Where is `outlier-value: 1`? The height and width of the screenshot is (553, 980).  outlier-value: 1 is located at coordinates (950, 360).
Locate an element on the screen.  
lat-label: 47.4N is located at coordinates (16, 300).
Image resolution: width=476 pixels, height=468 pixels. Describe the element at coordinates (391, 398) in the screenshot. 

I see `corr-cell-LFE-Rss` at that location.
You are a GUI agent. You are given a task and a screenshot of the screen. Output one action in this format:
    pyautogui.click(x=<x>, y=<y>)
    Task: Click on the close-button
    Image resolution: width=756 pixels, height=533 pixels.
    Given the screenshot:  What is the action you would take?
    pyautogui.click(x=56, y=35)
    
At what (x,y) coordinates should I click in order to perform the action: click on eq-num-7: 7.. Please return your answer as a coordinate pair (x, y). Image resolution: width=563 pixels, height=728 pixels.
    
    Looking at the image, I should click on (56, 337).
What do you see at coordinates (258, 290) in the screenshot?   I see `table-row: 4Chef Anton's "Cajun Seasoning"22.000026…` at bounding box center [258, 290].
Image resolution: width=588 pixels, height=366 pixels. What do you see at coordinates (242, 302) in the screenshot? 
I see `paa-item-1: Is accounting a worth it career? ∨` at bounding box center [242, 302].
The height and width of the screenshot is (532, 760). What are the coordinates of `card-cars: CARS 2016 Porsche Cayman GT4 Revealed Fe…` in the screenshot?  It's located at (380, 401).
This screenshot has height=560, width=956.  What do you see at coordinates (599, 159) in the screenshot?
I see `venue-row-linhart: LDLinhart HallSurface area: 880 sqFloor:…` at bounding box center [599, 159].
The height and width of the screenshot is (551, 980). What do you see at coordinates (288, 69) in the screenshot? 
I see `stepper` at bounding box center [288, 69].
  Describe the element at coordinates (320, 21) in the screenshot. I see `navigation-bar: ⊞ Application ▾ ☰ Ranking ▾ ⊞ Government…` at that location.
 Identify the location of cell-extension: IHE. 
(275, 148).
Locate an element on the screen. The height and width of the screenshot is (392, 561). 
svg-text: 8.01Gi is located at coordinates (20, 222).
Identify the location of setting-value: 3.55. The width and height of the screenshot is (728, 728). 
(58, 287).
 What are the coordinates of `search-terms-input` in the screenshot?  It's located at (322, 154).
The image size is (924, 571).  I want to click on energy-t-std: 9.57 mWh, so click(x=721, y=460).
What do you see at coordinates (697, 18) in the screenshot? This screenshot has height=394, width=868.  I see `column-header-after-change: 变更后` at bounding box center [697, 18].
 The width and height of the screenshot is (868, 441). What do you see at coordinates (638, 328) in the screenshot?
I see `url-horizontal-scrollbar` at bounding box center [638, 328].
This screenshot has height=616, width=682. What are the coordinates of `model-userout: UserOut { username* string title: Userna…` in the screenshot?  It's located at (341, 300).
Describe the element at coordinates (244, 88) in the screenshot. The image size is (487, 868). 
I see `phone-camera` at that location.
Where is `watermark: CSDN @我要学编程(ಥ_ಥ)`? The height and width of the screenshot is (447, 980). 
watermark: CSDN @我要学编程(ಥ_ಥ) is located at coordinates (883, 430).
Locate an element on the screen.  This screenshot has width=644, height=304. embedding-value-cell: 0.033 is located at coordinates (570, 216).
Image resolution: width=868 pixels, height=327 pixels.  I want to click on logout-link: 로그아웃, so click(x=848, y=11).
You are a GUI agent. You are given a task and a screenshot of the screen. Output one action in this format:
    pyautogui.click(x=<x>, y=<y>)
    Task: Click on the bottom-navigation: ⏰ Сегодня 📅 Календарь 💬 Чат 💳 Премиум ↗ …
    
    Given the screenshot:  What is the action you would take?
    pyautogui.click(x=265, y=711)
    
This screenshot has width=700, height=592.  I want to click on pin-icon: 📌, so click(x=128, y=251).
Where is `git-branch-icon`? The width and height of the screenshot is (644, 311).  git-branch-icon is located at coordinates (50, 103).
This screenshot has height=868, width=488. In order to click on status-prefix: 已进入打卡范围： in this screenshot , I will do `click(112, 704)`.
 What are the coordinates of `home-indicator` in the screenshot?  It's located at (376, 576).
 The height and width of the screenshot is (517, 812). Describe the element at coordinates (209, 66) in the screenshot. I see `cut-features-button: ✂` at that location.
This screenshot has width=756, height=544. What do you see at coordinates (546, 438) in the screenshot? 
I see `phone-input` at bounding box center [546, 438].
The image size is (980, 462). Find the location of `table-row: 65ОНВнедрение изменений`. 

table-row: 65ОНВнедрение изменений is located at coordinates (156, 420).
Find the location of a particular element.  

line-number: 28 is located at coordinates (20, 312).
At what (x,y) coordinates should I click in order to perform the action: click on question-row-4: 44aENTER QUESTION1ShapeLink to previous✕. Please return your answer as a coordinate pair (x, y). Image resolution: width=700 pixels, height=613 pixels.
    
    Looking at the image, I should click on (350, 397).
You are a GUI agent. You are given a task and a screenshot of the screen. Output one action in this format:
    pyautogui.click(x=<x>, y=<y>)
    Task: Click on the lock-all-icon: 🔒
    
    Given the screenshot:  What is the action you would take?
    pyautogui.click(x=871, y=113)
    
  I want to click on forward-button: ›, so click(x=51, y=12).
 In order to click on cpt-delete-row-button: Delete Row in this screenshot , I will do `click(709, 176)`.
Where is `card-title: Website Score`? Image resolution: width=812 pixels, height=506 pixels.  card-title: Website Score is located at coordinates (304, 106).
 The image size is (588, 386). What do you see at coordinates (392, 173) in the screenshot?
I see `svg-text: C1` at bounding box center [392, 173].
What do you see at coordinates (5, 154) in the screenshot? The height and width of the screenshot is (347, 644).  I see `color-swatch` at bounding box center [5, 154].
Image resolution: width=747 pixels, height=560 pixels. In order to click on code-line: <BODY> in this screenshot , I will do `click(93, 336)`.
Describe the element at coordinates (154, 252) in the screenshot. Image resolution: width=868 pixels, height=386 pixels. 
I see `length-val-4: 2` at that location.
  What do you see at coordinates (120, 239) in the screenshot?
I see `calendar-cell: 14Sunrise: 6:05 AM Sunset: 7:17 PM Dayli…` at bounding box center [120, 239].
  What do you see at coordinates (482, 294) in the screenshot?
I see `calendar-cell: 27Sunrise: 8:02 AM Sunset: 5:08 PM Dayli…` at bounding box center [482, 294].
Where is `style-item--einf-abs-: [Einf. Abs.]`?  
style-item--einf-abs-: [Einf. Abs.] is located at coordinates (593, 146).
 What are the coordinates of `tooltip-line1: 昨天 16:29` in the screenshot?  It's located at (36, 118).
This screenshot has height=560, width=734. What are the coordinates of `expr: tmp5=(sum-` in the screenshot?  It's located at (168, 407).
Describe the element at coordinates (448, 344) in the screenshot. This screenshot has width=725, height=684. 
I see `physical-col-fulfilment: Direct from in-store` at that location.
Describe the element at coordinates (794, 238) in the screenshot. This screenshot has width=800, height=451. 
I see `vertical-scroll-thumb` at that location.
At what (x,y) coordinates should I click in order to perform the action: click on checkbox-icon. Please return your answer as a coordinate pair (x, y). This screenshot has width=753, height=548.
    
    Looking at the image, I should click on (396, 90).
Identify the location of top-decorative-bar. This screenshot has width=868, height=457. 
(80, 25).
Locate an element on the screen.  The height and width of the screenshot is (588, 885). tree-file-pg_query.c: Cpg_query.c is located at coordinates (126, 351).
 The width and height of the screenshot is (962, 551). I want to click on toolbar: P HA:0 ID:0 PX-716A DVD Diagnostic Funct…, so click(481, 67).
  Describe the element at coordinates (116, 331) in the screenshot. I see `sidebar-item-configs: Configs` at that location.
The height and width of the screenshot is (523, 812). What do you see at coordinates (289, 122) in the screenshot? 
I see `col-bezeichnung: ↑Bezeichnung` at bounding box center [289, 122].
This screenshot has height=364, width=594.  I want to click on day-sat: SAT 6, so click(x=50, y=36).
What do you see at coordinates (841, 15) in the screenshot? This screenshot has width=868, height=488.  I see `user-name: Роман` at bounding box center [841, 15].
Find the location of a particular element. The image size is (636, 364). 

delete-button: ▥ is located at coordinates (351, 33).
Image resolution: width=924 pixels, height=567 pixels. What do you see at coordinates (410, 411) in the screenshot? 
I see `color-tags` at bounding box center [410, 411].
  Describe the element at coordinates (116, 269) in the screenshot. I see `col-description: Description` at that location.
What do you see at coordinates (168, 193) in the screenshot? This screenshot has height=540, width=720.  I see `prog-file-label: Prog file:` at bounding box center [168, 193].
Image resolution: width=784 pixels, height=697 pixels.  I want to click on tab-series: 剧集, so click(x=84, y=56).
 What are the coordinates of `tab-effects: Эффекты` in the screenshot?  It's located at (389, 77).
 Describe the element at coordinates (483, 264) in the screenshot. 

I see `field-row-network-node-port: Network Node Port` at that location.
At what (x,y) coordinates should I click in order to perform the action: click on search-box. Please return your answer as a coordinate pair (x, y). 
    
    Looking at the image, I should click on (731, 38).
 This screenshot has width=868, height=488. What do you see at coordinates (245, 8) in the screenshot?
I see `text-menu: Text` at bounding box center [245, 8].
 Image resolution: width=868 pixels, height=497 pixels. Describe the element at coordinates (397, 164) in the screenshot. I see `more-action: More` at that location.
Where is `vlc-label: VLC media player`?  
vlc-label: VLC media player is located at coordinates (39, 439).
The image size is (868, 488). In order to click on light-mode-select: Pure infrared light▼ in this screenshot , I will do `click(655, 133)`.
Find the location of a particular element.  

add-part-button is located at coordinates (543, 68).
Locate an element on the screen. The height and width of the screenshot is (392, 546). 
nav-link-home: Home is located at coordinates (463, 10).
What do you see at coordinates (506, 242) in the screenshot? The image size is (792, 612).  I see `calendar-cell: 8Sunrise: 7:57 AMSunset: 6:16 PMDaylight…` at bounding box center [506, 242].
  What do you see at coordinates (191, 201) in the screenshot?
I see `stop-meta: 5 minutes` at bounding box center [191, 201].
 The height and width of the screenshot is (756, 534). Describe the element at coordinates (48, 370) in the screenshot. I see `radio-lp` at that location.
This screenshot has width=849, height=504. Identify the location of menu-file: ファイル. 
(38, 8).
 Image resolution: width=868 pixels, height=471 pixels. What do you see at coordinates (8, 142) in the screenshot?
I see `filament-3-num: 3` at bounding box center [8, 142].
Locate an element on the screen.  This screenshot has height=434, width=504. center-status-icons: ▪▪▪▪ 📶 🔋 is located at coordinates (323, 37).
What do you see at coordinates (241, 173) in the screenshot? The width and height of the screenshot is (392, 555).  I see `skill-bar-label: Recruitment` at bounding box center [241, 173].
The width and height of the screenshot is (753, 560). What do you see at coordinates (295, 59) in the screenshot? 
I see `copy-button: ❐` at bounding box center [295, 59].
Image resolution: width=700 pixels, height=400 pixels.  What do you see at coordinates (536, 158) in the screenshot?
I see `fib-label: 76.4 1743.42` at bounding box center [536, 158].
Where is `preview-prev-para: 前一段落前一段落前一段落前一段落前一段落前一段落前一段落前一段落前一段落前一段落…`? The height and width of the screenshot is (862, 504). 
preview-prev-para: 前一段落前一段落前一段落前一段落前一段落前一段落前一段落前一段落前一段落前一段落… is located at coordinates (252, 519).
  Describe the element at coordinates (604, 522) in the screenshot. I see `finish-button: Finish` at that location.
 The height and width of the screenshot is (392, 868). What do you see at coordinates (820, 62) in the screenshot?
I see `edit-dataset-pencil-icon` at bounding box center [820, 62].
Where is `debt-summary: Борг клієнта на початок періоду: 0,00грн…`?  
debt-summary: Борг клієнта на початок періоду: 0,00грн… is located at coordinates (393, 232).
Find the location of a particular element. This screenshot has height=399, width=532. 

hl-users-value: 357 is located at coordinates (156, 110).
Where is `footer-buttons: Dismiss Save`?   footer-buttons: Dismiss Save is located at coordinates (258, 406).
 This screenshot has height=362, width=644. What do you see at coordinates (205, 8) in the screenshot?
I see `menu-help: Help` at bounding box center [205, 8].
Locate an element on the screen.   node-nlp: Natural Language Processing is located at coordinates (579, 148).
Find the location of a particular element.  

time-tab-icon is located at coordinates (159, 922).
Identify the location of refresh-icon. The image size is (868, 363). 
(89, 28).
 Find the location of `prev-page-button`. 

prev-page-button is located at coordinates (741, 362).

# WORK REQUEST
Retype the records above, but only those lines that fall between the line containing "What do you see at coordinates (841, 15)" and the line containing "The image size is (868, 488).", with both of those lines included, exactly as written.

# SOLVED PROBLEM
What do you see at coordinates (841, 15) in the screenshot? This screenshot has width=868, height=488.  I see `user-name: Роман` at bounding box center [841, 15].
Find the location of a particular element. The image size is (636, 364). 

delete-button: ▥ is located at coordinates (351, 33).
Image resolution: width=924 pixels, height=567 pixels. What do you see at coordinates (410, 411) in the screenshot? 
I see `color-tags` at bounding box center [410, 411].
  Describe the element at coordinates (116, 269) in the screenshot. I see `col-description: Description` at that location.
What do you see at coordinates (168, 193) in the screenshot? This screenshot has height=540, width=720.  I see `prog-file-label: Prog file:` at bounding box center [168, 193].
Image resolution: width=784 pixels, height=697 pixels.  I want to click on tab-series: 剧集, so click(x=84, y=56).
 What are the coordinates of `tab-effects: Эффекты` in the screenshot?  It's located at (389, 77).
 Describe the element at coordinates (483, 264) in the screenshot. 

I see `field-row-network-node-port: Network Node Port` at that location.
At what (x,y) coordinates should I click in order to perform the action: click on search-box. Please return your answer as a coordinate pair (x, y). 
    
    Looking at the image, I should click on (731, 38).
 This screenshot has width=868, height=488. What do you see at coordinates (245, 8) in the screenshot?
I see `text-menu: Text` at bounding box center [245, 8].
 Image resolution: width=868 pixels, height=497 pixels. Describe the element at coordinates (397, 164) in the screenshot. I see `more-action: More` at that location.
Where is `vlc-label: VLC media player`?  
vlc-label: VLC media player is located at coordinates (39, 439).
The image size is (868, 488). In order to click on light-mode-select: Pure infrared light▼ in this screenshot , I will do `click(655, 133)`.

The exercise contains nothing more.